USA Today media columnist and lazy gadfly Michael Wolff has finally weighed in on BuzzFeed’s report about an Uber executive’s inflammatory comments at a private dinner attended by dozens of journalists. Wolff is quite unpleased with the minor role he played in embarrassing the $18 billion car-sharing company.

In case you haven’t heard: Uber’s senior VP for business, Emil Michael, divulged to BuzzFeed editor-in-chief Ben Smith that he wanted to unearth and publicize embarrassing facts about journalists who write critically about Uber—particularly Pando’s Sarah Lacy. This exchange took place at an off-the-record dinner organized by Uber to establish a more cordial relationship with the media. Smith attended as Wolff’s guest. The problem: Wolff forgot to tell Smith that the dinner, held at the Waverly Inn in Manhattan, was the off the record. Wolff writes:

I had understood that the Uber dinner, like other such media meet-and-greets—I’ve been to hundreds over the years—was off the record. I neglected, however, to specifically tell Smith this. And while I might have fairly assumed Smith knew the context, this was my oversight—though surely not Uber’s.

But this is only the first of Wolff’s concerns. After noting that Smith is “wry and nuanced” in person yet “censorious and moralistic” in his writing, Wolff suggests that Smith failed to accurately report the evening’s events:

I do not know the Uber people, except as an often grateful consumer of their services. I do know, however, that it was a convivial evening, and that Smith’s portrait is at odds with the event. In fact, Smith’s article rather obviously misrepresents it. The article implies that the Michael remarks were to the dinner itself, heard by everyone, and unchallenged, instead of a conversation that no one else knew had occurred. Indeed, Smith, peculiarly, is the author of the BuzzFeed article that describes these remarks, but refers just to an unnamed BuzzFeed editor as attending the event—depersonalizing the encounter. Not one-on-one, but somehow more serious and official. Hence, more newslike, I suppose. Scarier.

Let’s note here that:

1. It is certainly true that, due to the way Smith wrote his piece, you can’t really tell how many people Michael was speaking to when he detailed his plans to investigate meddlesome journalists.

2. Smith should have made it much clearer that his host, as Wolff writes, “was at the other end of the table, far out of earshot of the Smith-Michael conversation, as was most everyone else.”

3. The dinner was hosted by Uber for the explicit purpose of repairing its relationship with the reporters, editors, and “influentials” who cover and comment on it.

4. Wolff never told Smith that the dinner was off the record.

The last two points are the most important ones. Uber hosted a bunch of journalists and opinion-makers for dinner, because the company’s relationship with the media remains quite tense. Then, at the same dinner, one of Uber’s top executives told Smith, who is both a journalist and an opinion-maker, that he wanted to dig up damaging information about one of the company’s most vociferous critics. So Smith wrote about it! Why wouldn’t he?

Here is Wolff:

Instead of labeling Michael’s remarks in such OMG, shock-shocked, clickbait fashion, Smith, or a more skillful writer, might have located them with greater precision on the broader spectrum of meaning and emotion. After all, how likely is it that a company planning to investigate reporters is going to divulge this to a reporter, even in an off-the-record conversation?

Let’s agree that Michael’s candor was uncommon, especially for a tech executive whom one would assume would know better, even after a couple of glasses of Beaujolais. But Michael also supplied a budget figure and the number of staffers he’d need to dig up embarrassing information about Lacy and other journalists. ($1 million, the project’s estimated payroll, is pittance to a company like Uber.) The fact that all of this was unlikely and primed to backfire—yet was described otherwise by a top executive of Uber—is precisely why Smith reported it.

We do hope, however, that Wolff and Smith’s friendship remains intact. Just look at how fruitful it’s been.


Repeat all of the records word for word, but skip any picture.

-------- Entries supplied --------

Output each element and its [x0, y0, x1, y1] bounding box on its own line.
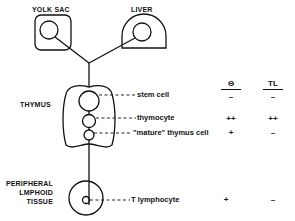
- liver-cell: [133, 23, 151, 41]
- liver-connector: [89, 38, 135, 63]
- peripheral-label-2: LMPHOID: [2, 189, 53, 196]
- t-lymphocyte-label: T lymphocyte: [131, 196, 179, 204]
- thymus-stem-cell: [79, 91, 99, 111]
- mature-thymus-cell-label: "mature" thymus cell: [133, 129, 208, 137]
- diagram-drawing: [0, 0, 295, 221]
- thymus-label: THYMUS: [20, 101, 51, 108]
- theta-stem-cell: –: [223, 93, 239, 101]
- tl-t-lymphocyte: –: [265, 196, 281, 204]
- liver-label: LIVER: [131, 6, 153, 13]
- peripheral-label-1: PERIPHERAL: [2, 180, 53, 187]
- tl-stem-cell: –: [265, 93, 281, 101]
- thymus-mature-cell: [84, 130, 94, 140]
- yolk-sac-label: YOLK SAC: [32, 6, 70, 13]
- theta-header: Θ: [221, 80, 241, 90]
- stem-cell-label: stem cell: [137, 91, 169, 99]
- thymocyte-label: thymocyte: [137, 114, 175, 122]
- theta-t-lymphocyte: +: [218, 196, 234, 204]
- liver-shape: [122, 14, 166, 48]
- theta-mature-cell: +: [223, 129, 239, 137]
- peripheral-tissue-shape: [69, 181, 103, 215]
- theta-thymocyte: ++: [223, 115, 239, 123]
- t-cell-differentiation-diagram: YOLK SAC LIVER THYMUS PERIPHERAL LMPHOID…: [0, 0, 295, 221]
- tl-mature-cell: –: [265, 129, 281, 137]
- yolk-sac-cell: [40, 21, 58, 39]
- peripheral-label-3: TISSUE: [2, 198, 53, 205]
- tl-header: TL: [263, 80, 283, 90]
- tl-thymocyte: ++: [265, 115, 281, 123]
- thymus-thymocyte: [83, 115, 96, 128]
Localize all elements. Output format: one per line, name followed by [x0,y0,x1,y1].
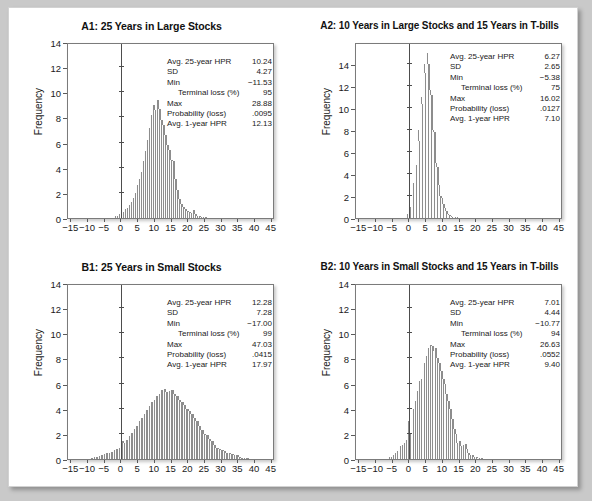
stat-value-max: 26.63 [540,340,560,350]
x-tick-mark [392,460,393,463]
y-tick-label: 0 [39,455,61,466]
x-tick-label: 25 [199,463,210,474]
y-tick-mark [63,309,67,310]
x-tick-mark [237,460,238,463]
x-tick-label: 40 [249,463,260,474]
stat-value-avg1: 9.40 [544,360,560,370]
stat-label-avg25: Avg. 25-year HPR [450,298,514,308]
y-tick-mark [351,65,355,66]
x-tick-mark [358,219,359,222]
x-tick-label: 10 [149,463,160,474]
panel-a1-stats: Avg. 25-year HPR10.24 SD4.27 Min−11.53 T… [167,57,272,130]
panel-a2-stats: Avg. 25-year HPR6.27 SD2.65 Min−5.38 Ter… [450,52,560,125]
x-tick-mark [559,219,560,222]
x-tick-label: −10 [79,222,95,233]
y-tick-mark [63,284,67,285]
x-tick-mark [459,219,460,222]
x-tick-mark [187,460,188,463]
x-tick-label: −10 [367,463,383,474]
y-tick-mark [63,334,67,335]
y-tick-mark [351,309,355,310]
stat-value-terminal-loss: 99 [263,329,272,339]
stat-value-probability-loss: .0095 [252,109,272,119]
stat-value-min: −5.38 [540,73,560,83]
x-tick-mark [120,219,121,222]
x-tick-label: 0 [406,222,411,233]
y-tick-label: 6 [327,148,349,159]
panel-a1-title: A1: 25 Years in Large Stocks [9,20,294,32]
stat-label-avg1: Avg. 1-year HPR [167,119,227,129]
x-tick-label: −5 [98,463,109,474]
stat-value-avg25: 7.01 [544,298,560,308]
panel-b2-plot: 02468101214 Avg. 25-year HPR7.01 SD4.44 … [355,284,562,460]
x-tick-mark [137,460,138,463]
x-tick-label: 45 [553,222,564,233]
x-tick-mark [104,460,105,463]
axis-tick-inner [407,408,412,409]
axis-tick-inner [407,151,412,152]
stat-label-terminal-loss: Terminal loss (%) [178,88,239,98]
y-tick-mark [351,435,355,436]
x-tick-mark [475,460,476,463]
stat-label-probability-loss: Probability (loss) [167,350,226,360]
stat-label-sd: SD [450,62,461,72]
panel-b2: B2: 10 Years in Small Stocks and 15 Year… [297,251,582,491]
stat-value-max: 16.02 [540,94,560,104]
x-tick-label: 15 [165,222,176,233]
axis-tick-inner [407,195,412,196]
x-tick-label: 20 [470,463,481,474]
x-tick-label: −15 [350,463,366,474]
y-tick-label: 12 [327,304,349,315]
panel-b2-title: B2: 10 Years in Small Stocks and 15 Year… [297,261,582,272]
stat-label-probability-loss: Probability (loss) [450,104,509,114]
x-tick-mark [204,460,205,463]
stat-label-probability-loss: Probability (loss) [167,109,226,119]
stat-value-max: 47.03 [252,340,272,350]
stat-label-max: Max [167,99,182,109]
x-tick-mark [425,219,426,222]
stat-value-avg1: 17.97 [252,360,272,370]
axis-tick-inner [119,433,124,434]
panel-b2-stats: Avg. 25-year HPR7.01 SD4.44 Min−10.77 Te… [450,298,560,371]
y-tick-label: 10 [327,329,349,340]
x-tick-label: 30 [215,463,226,474]
y-tick-mark [63,118,67,119]
x-tick-label: 10 [149,222,160,233]
x-tick-mark [171,460,172,463]
x-tick-mark [392,219,393,222]
panel-a2-xaxis: −15−10−5051015202530354045 [355,219,562,235]
x-tick-label: −15 [62,222,78,233]
axis-tick-inner [119,408,124,409]
y-tick-mark [63,385,67,386]
panel-b2-xaxis: −15−10−5051015202530354045 [355,460,562,476]
x-tick-mark [204,219,205,222]
y-tick-mark [351,153,355,154]
x-tick-label: −5 [386,463,397,474]
x-tick-label: 5 [134,222,139,233]
x-tick-mark [120,460,121,463]
stat-value-terminal-loss: 94 [551,329,560,339]
x-tick-mark [525,460,526,463]
x-tick-label: 15 [165,463,176,474]
stat-label-min: Min [450,73,463,83]
y-tick-mark [63,359,67,360]
y-tick-mark [63,410,67,411]
y-tick-mark [351,359,355,360]
stat-value-terminal-loss: 95 [263,88,272,98]
stat-value-min: −17.00 [247,319,272,329]
y-tick-label: 2 [327,192,349,203]
x-tick-mark [358,460,359,463]
axis-tick-inner [119,66,124,67]
y-tick-label: 8 [327,354,349,365]
axis-tick-inner [119,116,124,117]
x-tick-label: 5 [134,463,139,474]
y-tick-mark [351,410,355,411]
stat-label-min: Min [167,78,180,88]
axis-tick-inner [119,91,124,92]
axis-tick-inner [407,307,412,308]
panel-a2: A2: 10 Years in Large Stocks and 15 Year… [297,10,582,250]
x-tick-mark [271,460,272,463]
stat-label-max: Max [167,340,182,350]
stat-value-probability-loss: .0552 [540,350,560,360]
y-tick-label: 0 [39,214,61,225]
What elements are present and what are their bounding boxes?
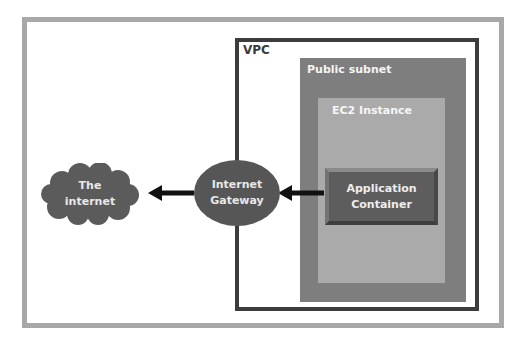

--------

- _Your response_
Output each element and its [x0, y0, x1, y1] bounding box on its own line.
- liver-cell: [133, 23, 151, 41]
- liver-connector: [89, 38, 135, 63]
- peripheral-label-2: LMPHOID: [2, 189, 53, 196]
- t-lymphocyte-label: T lymphocyte: [131, 196, 179, 204]
- thymus-stem-cell: [79, 91, 99, 111]
- mature-thymus-cell-label: "mature" thymus cell: [133, 129, 208, 137]
- diagram-drawing: [0, 0, 295, 221]
- thymus-label: THYMUS: [20, 101, 51, 108]
- theta-stem-cell: –: [223, 93, 239, 101]
- tl-t-lymphocyte: –: [265, 196, 281, 204]
- liver-label: LIVER: [131, 6, 153, 13]
- peripheral-label-1: PERIPHERAL: [2, 180, 53, 187]
- tl-stem-cell: –: [265, 93, 281, 101]
- thymus-mature-cell: [84, 130, 94, 140]
- yolk-sac-label: YOLK SAC: [32, 6, 70, 13]
- theta-header: Θ: [221, 80, 241, 90]
- stem-cell-label: stem cell: [137, 91, 169, 99]
- thymocyte-label: thymocyte: [137, 114, 175, 122]
- theta-t-lymphocyte: +: [218, 196, 234, 204]
- liver-shape: [122, 14, 166, 48]
- theta-mature-cell: +: [223, 129, 239, 137]
- peripheral-tissue-shape: [69, 181, 103, 215]
- theta-thymocyte: ++: [223, 115, 239, 123]
- t-cell-differentiation-diagram: YOLK SAC LIVER THYMUS PERIPHERAL LMPHOID…: [0, 0, 295, 221]
- tl-mature-cell: –: [265, 129, 281, 137]
- yolk-sac-cell: [40, 21, 58, 39]
- peripheral-label-3: TISSUE: [2, 198, 53, 205]
- tl-header: TL: [263, 80, 283, 90]
- tl-thymocyte: ++: [265, 115, 281, 123]
- thymus-thymocyte: [83, 115, 96, 128]
Localize all elements. Output format: one per line, name followed by [x0,y0,x1,y1].
stat-value-max: 26.63 [540,340,560,350]
x-tick-mark [392,460,393,463]
y-tick-label: 0 [39,455,61,466]
x-tick-label: 25 [199,463,210,474]
y-tick-mark [63,309,67,310]
x-tick-mark [237,460,238,463]
x-tick-label: 40 [249,463,260,474]
stat-value-avg1: 9.40 [544,360,560,370]
stat-label-avg25: Avg. 25-year HPR [450,298,514,308]
y-tick-mark [351,65,355,66]
x-tick-mark [358,219,359,222]
x-tick-label: 10 [149,463,160,474]
panel-a1-stats: Avg. 25-year HPR10.24 SD4.27 Min−11.53 T… [167,57,272,130]
panel-a2-stats: Avg. 25-year HPR6.27 SD2.65 Min−5.38 Ter… [450,52,560,125]
x-tick-mark [559,219,560,222]
x-tick-label: −10 [79,222,95,233]
y-tick-mark [63,284,67,285]
x-tick-mark [459,219,460,222]
x-tick-mark [187,460,188,463]
x-tick-label: −10 [367,463,383,474]
y-tick-mark [63,334,67,335]
y-tick-mark [351,309,355,310]
stat-value-terminal-loss: 99 [263,329,272,339]
stat-value-probability-loss: .0095 [252,109,272,119]
stat-value-min: −5.38 [540,73,560,83]
x-tick-mark [120,219,121,222]
x-tick-label: 0 [406,222,411,233]
y-tick-label: 6 [327,148,349,159]
panel-a1-title: A1: 25 Years in Large Stocks [9,20,294,32]
stat-label-avg1: Avg. 1-year HPR [167,119,227,129]
x-tick-label: −5 [98,463,109,474]
stat-value-avg25: 7.01 [544,298,560,308]
panel-b2-plot: 02468101214 Avg. 25-year HPR7.01 SD4.44 … [355,284,562,460]
x-tick-mark [137,460,138,463]
x-tick-label: 45 [553,222,564,233]
x-tick-mark [104,460,105,463]
axis-tick-inner [407,408,412,409]
axis-tick-inner [407,151,412,152]
stat-label-terminal-loss: Terminal loss (%) [178,88,239,98]
y-tick-mark [351,435,355,436]
x-tick-mark [475,460,476,463]
stat-label-probability-loss: Probability (loss) [167,350,226,360]
stat-label-sd: SD [450,62,461,72]
panel-b2: B2: 10 Years in Small Stocks and 15 Year… [297,251,582,491]
stat-value-max: 16.02 [540,94,560,104]
x-tick-label: 15 [165,222,176,233]
axis-tick-inner [407,195,412,196]
x-tick-label: 20 [470,463,481,474]
x-tick-label: −15 [350,463,366,474]
y-tick-label: 12 [327,304,349,315]
panel-b2-title: B2: 10 Years in Small Stocks and 15 Year… [297,261,582,272]
stat-label-probability-loss: Probability (loss) [450,104,509,114]
x-tick-mark [204,460,205,463]
stat-label-probability-loss: Probability (loss) [167,109,226,119]
stat-value-max: 47.03 [252,340,272,350]
stat-label-max: Max [167,99,182,109]
x-tick-mark [425,219,426,222]
stat-value-avg1: 17.97 [252,360,272,370]
axis-tick-inner [119,433,124,434]
panel-b2-stats: Avg. 25-year HPR7.01 SD4.44 Min−10.77 Te… [450,298,560,371]
y-tick-label: 10 [327,329,349,340]
x-tick-label: 30 [215,463,226,474]
y-tick-mark [63,118,67,119]
x-tick-label: 10 [149,222,160,233]
x-tick-mark [171,460,172,463]
x-tick-mark [392,219,393,222]
panel-a2-xaxis: −15−10−5051015202530354045 [355,219,562,235]
x-tick-label: −15 [62,222,78,233]
axis-tick-inner [119,408,124,409]
y-tick-mark [63,385,67,386]
panel-b2-xaxis: −15−10−5051015202530354045 [355,460,562,476]
x-tick-mark [204,219,205,222]
y-tick-mark [351,153,355,154]
x-tick-label: −5 [386,463,397,474]
x-tick-label: 5 [134,222,139,233]
x-tick-mark [120,460,121,463]
stat-value-terminal-loss: 94 [551,329,560,339]
x-tick-mark [525,460,526,463]
x-tick-label: 15 [165,463,176,474]
stat-label-min: Min [450,73,463,83]
y-tick-mark [63,359,67,360]
y-tick-mark [63,410,67,411]
y-tick-mark [351,359,355,360]
stat-value-terminal-loss: 95 [263,88,272,98]
stat-value-min: −17.00 [247,319,272,329]
y-tick-label: 2 [327,192,349,203]
x-tick-mark [358,460,359,463]
axis-tick-inner [119,66,124,67]
y-tick-label: 8 [327,354,349,365]
axis-tick-inner [119,116,124,117]
x-tick-label: 5 [134,463,139,474]
y-tick-mark [351,410,355,411]
stat-label-min: Min [167,78,180,88]
axis-tick-inner [119,91,124,92]
axis-tick-inner [407,307,412,308]
panel-a2: A2: 10 Years in Large Stocks and 15 Year… [297,10,582,250]
x-tick-mark [271,460,272,463]
stat-label-max: Max [167,340,182,350]
stat-value-probability-loss: .0552 [540,350,560,360]
y-tick-label: 0 [39,214,61,225]
What elements are present and what are their bounding boxes?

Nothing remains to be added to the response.